10.4567/0361-9230(1997)42:<OaEoSR>2.0.TX;2-B

Content negotiation

The DOI resolver at doi.org (or dx.doi.org) normally resolves to the resource location, e.g. a landing page at a publisher website. Requests that are not for content type text/html are redirected to the registration agency metadata service (currently for CrossRef, DataCite and mEDRA DOIs). Using content negotiation, we can ask the metadata service to send us the metadata in a format we specify (e.g. Citeproc JSON, bibtex or even a formatted citation in one of thousands of citation styles) instead of getting redirected to the resource. This is a great way to collect bibliographic information, e.g. to format citations for a manuscript.

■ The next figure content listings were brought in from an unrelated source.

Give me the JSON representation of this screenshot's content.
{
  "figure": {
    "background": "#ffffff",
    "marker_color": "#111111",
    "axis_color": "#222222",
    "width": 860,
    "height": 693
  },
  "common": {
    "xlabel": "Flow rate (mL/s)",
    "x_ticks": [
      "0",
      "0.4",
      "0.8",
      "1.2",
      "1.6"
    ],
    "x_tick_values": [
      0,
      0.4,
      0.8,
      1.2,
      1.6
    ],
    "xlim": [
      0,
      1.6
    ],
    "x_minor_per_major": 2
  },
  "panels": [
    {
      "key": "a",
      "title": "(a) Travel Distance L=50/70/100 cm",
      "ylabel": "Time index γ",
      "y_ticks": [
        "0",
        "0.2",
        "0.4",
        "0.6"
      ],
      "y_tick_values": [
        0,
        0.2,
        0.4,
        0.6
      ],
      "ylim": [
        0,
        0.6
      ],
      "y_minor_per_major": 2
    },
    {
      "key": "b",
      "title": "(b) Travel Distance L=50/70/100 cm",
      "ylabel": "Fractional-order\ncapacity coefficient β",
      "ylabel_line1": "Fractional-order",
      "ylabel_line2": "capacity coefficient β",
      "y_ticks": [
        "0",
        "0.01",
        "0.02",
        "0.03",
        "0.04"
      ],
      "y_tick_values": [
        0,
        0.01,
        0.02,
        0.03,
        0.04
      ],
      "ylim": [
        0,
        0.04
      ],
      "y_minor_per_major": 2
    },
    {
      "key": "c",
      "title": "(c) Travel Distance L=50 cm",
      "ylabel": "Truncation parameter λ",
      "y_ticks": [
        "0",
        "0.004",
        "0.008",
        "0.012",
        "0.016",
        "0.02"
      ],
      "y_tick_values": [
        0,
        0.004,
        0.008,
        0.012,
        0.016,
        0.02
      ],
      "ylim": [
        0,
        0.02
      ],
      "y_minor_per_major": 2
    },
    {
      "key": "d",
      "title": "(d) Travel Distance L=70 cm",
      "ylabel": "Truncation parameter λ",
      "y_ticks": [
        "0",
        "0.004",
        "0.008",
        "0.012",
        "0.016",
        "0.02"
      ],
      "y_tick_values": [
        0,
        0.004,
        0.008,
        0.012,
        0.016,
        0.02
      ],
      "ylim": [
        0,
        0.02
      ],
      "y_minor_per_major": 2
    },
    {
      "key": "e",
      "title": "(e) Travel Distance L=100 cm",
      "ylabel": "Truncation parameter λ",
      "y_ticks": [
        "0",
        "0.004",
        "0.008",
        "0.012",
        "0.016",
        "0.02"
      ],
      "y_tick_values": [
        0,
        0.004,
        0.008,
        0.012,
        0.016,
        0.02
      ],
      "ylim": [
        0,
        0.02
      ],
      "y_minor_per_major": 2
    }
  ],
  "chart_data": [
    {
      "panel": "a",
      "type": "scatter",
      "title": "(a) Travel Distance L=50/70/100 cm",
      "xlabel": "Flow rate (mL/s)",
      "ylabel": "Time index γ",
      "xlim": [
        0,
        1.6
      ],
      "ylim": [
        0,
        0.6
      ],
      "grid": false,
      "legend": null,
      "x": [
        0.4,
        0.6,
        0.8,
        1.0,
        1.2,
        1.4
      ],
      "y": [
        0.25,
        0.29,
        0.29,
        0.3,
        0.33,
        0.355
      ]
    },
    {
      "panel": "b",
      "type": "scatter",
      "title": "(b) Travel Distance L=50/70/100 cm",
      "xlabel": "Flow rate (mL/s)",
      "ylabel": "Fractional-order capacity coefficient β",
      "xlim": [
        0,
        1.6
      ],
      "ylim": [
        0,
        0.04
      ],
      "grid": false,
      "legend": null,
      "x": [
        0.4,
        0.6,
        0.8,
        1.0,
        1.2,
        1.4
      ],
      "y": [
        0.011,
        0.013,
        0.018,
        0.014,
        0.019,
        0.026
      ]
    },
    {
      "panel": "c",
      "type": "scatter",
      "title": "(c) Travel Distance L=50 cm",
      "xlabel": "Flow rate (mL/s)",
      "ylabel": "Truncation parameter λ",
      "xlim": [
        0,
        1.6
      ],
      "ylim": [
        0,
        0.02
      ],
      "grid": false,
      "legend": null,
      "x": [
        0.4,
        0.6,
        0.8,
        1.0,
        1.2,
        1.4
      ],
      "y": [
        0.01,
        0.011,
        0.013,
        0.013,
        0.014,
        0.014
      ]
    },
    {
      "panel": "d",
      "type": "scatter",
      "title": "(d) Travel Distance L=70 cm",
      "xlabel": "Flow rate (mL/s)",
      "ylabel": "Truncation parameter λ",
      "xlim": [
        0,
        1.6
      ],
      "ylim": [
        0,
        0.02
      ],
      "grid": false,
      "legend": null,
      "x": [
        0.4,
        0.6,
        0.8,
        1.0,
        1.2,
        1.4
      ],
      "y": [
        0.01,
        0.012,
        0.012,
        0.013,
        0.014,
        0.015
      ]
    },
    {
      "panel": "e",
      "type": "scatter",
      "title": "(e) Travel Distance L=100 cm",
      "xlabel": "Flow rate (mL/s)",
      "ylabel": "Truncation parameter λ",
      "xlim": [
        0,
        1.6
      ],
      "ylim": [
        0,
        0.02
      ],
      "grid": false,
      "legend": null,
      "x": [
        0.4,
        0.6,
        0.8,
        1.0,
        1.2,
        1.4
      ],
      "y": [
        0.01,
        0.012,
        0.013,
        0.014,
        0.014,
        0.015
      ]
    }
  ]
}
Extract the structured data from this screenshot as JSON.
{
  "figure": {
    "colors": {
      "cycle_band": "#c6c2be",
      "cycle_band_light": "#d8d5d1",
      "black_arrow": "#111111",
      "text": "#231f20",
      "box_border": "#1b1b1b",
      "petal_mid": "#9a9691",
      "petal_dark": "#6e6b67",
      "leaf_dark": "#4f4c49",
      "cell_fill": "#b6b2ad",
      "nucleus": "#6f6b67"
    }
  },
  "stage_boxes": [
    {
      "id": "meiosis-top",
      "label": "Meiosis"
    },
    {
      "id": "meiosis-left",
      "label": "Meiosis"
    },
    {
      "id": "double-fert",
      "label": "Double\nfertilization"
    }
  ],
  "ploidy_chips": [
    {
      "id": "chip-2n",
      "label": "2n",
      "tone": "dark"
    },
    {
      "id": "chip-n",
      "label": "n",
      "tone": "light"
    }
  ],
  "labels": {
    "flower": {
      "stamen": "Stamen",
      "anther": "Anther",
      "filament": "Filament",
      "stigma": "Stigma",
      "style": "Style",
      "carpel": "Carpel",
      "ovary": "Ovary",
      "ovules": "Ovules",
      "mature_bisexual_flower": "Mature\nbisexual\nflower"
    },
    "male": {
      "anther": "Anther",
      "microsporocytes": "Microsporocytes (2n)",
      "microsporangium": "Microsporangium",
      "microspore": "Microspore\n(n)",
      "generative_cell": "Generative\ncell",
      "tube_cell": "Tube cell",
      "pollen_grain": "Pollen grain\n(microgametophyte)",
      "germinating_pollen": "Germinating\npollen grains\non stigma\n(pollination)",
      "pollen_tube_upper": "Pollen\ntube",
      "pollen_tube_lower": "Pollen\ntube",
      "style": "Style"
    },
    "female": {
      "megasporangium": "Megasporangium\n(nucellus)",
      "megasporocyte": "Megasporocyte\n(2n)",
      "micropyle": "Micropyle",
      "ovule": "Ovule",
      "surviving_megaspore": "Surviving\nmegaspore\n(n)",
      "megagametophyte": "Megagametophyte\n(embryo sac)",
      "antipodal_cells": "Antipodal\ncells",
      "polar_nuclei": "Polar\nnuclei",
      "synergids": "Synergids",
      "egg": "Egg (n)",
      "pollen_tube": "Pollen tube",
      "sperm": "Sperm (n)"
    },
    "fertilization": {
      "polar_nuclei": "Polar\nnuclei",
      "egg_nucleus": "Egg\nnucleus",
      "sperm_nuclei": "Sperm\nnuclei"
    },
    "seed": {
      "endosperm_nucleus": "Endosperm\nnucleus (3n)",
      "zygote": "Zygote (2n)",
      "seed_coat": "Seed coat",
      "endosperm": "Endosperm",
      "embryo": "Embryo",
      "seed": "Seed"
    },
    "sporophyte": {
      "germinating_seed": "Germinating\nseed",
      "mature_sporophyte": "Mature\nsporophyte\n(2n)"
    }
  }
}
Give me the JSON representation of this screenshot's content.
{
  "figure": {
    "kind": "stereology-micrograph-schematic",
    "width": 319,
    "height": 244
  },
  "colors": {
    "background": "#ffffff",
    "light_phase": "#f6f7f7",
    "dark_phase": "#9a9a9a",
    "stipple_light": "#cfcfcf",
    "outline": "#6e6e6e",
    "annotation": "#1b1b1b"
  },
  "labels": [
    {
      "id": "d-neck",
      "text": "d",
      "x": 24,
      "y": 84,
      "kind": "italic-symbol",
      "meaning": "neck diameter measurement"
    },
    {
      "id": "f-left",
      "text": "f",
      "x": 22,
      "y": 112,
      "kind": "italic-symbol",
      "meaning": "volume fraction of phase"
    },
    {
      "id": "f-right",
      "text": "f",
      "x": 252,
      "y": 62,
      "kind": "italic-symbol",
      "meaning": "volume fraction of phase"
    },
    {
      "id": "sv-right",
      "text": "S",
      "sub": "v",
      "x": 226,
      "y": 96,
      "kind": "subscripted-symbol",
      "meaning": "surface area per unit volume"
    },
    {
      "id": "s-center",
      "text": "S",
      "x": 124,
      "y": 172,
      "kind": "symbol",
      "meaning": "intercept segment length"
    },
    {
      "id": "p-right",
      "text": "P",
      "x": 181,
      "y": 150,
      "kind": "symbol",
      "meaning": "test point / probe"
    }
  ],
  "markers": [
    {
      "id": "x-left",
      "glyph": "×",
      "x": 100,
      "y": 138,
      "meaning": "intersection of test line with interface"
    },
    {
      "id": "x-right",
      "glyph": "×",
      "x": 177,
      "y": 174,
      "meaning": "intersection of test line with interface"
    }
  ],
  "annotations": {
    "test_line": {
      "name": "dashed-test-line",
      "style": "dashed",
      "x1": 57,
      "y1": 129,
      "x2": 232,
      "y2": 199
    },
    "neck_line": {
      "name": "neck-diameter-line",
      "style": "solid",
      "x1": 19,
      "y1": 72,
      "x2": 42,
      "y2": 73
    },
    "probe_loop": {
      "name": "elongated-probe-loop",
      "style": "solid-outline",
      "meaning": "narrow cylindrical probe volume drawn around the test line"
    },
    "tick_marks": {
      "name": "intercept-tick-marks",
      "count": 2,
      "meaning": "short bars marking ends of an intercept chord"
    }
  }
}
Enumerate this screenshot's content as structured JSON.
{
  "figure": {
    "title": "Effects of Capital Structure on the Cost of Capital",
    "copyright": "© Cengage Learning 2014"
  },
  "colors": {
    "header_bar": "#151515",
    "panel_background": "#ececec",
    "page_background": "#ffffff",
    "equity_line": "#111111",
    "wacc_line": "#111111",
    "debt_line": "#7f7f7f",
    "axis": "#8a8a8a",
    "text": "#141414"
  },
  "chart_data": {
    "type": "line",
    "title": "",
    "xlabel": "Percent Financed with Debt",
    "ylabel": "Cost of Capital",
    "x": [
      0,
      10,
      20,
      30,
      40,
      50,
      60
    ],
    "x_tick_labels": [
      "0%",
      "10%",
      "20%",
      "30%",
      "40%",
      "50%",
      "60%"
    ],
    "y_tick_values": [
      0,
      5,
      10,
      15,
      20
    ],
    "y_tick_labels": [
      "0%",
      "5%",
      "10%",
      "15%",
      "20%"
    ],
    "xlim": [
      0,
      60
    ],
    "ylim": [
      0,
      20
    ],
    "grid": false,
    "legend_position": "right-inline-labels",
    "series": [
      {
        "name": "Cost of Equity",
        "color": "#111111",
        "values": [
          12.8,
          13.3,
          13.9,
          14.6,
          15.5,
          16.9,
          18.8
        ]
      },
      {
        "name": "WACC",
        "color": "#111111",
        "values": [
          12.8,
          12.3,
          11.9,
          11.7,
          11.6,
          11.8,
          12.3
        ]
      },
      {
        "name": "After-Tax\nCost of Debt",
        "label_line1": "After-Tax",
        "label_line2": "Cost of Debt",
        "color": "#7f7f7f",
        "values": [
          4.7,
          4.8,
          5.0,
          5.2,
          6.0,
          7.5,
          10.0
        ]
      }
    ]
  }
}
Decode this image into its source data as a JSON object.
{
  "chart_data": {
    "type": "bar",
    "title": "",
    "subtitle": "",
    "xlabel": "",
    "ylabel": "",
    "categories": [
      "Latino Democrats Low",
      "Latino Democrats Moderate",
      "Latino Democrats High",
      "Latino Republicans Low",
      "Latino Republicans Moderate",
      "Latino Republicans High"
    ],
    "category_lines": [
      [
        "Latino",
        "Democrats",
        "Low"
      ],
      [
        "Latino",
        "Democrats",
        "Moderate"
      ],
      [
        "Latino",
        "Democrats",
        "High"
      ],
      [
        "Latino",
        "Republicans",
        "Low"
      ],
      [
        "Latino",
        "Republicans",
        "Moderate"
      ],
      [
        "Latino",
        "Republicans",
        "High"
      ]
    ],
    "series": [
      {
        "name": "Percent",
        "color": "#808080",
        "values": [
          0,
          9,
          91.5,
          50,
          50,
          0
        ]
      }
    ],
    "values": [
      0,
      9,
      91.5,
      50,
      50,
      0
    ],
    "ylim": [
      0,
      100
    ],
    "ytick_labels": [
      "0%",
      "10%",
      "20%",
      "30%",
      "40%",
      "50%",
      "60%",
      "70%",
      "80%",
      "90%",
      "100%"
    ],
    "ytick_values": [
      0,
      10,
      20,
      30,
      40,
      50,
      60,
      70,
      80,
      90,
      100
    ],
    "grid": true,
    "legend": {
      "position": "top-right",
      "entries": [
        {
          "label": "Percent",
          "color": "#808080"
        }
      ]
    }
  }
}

In theory we could also use content negotiation to get a particular representation of a resource, e.g. application/pdf for a PDF of a paper or text/csv for a dataset in CSV format. This is not widely support and I don’t know the details of the implementation in the DOI resolver, but you can try this (content negotation is easier with the command line than with a browser):

curl -LH "Accept: application/pdf" http://dx.doi.org/10.7717/peerj.500 >peerj.500.pdf

This will save the PDF of the 500th PeerJ paper published last week.

Fragment identifiers

As discussed in my last blog post, we can use fragment identifiers to subsections of a document with DOIs, e.g. http://dx.doi.org/10.1371/journal.pone.0103437#s2 or http://doi.org/10.5446/12780#t=00:20,00:27, just as we can with every other URL. This is a nice way to directly link to a specific document section, e.g. when discussing a paper on Twitter. Fragment identifiers are implemented by the client (typically web browser) and depend on the document type, but for DOIs that resolve to full-text HTML documents they can add granularity to the DOI without much effort.

Queries

URLs obviously support queries, but that is a feature I haven’t yet seen with DOIs. Queries would allow interesting features, partly overlapping with what is possible with fragment identifiers and content negotiation, e.g. http://dx.doi.org/10.7717/peerj.500?format=pdf. II hope to find out more until Sunday.

Outlook

My biggest wish? Make DOIs more machine-readable. They are primarily intended for human users, enabling them to find the content associated with a DOI. But they sometimes don’t work as well as they could with automated tools, one example are the challenges automatically resolving a DOI that I described in a blog post last year. Thinking about DOIs as URLs - and using them this way - is the right direction.